SerupelEnglishAirstrikes in Iran’s Kurdish west signal shift in war strategy

Airstrikes in Iran’s Kurdish west signal shift in war strategy

The National Context reports that recent airstrikes in western Iran are increasingly targeting police, border guard, and intelligence facilities in Kurdish-majority areas, pointing to a strategy focused on weakening Tehran’s internal security grip rather than its conventional military power.

Airstrikes across Iran continue to hit key military and strategic infrastructure, particularly in Tehran and along the Gulf coast. However, according to The National Context, a distinct and revealing pattern is emerging in the country’s Kurdish west, where attacks are concentrating on internal security institutions instead of conventional warfighting assets.

While strikes in the capital have targeted command centres, defence institutions, and state infrastructure, and operations along the Gulf have focused on naval bases, missile sites, and drone facilities, the western corridor stretching from Kermanshah through Kurdistan Province to Urmia has seen a different category of targets.

Security infrastructure in the crosshairs

Based on confirmed local reporting compiled by The National Context, airstrikes in cities including Sanandaj, Marivan, Mahabad and Kermanshah have hit police stations, intelligence headquarters, border guard commands, and bases belonging to the Islamic Revolutionary Guard Corps (IRGC) and Basij forces. These facilities play a central role in monitoring Kurdish opposition groups, controlling cross-border movement, gathering intelligence on political networks, and suppressing domestic unrest.

The report notes that many of the same security institutions were involved in crackdowns on Kurdish protests earlier this year. By striking border guard headquarters and intelligence centres, the campaign appears aimed at dismantling the surveillance and enforcement grid that secures nearly 400 kilometres of frontier with Iraq and maintains internal control in restive provinces.

According to The National Context, the target profile in the Kurdish west differs sharply from the strategic military and nuclear sites hit elsewhere in the country. The emerging pattern suggests an effort to weaken Tehran’s internal security architecture in the region, potentially creating space for localised instability rather than directly targeting Iran’s external strike capabilities.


EXERCISE BRIEF: Pick the lines holding the string "like" out of the records and copy them.

****************************************

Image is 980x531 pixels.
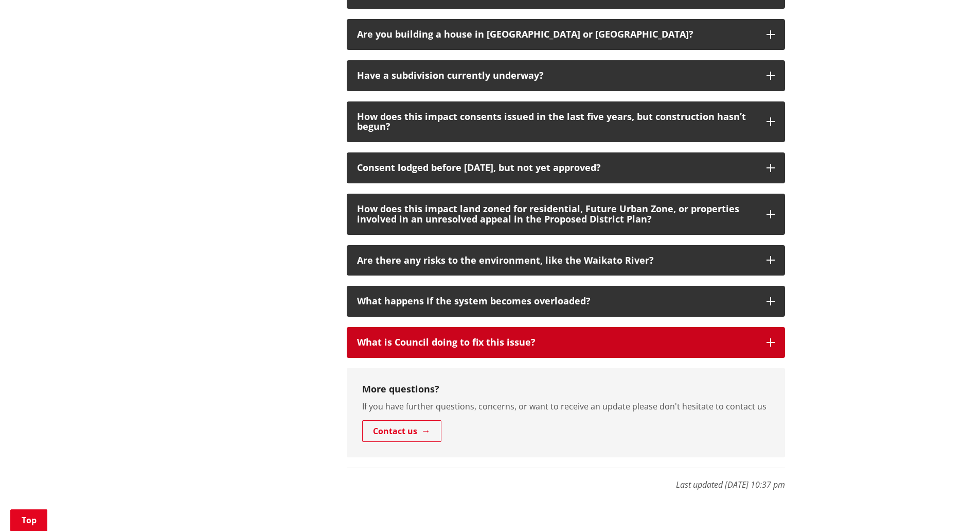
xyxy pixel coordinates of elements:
[346,327,785,358] button: What is Council doing to fix this issue?
[346,245,785,276] button: Are there any risks to the environment, like the Waikato River?
[362,420,441,441] a: Contact us
[346,19,785,50] button: Are you building a house in [GEOGRAPHIC_DATA] or [GEOGRAPHIC_DATA]?
[357,163,756,173] div: Consent lodged before [DATE], but not yet approved?
[357,256,756,266] div: Are there any risks to the environment, like the Waikato River?
[357,296,756,306] div: What happens if the system becomes overloaded?
[357,337,756,347] div: What is Council doing to fix this issue?
[346,101,785,142] button: How does this impact consents issued in the last five years, but construction hasn’t begun?
[357,204,756,224] div: How does this impact land zoned for residential, Future Urban Zone, or properties involved in an ...
[362,400,769,412] p: If you have further questions, concerns, or want to receive an update please don't hesitate to co...
[346,152,785,183] button: Consent lodged before [DATE], but not yet approved?
[10,509,48,531] a: Top
[346,61,785,91] button: Have a subdivision currently underway?
[346,468,785,490] p: Last updated [DATE] 10:37 pm
[346,285,785,317] button: What happens if the system becomes overloaded?
[357,70,756,81] div: Have a subdivision currently underway?
[346,194,785,235] button: How does this impact land zoned for residential, Future Urban Zone, or properties involved in an ...
[362,384,769,395] h3: More questions?
[932,488,969,525] iframe: Messenger Launcher
[357,112,756,132] div: How does this impact consents issued in the last five years, but construction hasn’t begun?
[357,29,756,40] div: Are you building a house in [GEOGRAPHIC_DATA] or [GEOGRAPHIC_DATA]?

****************************************

OUTPUT OF THE EXERCISE:
[346,245,785,276] button: Are there any risks to the environment, like the Waikato River?
[357,256,756,266] div: Are there any risks to the environment, like the Waikato River?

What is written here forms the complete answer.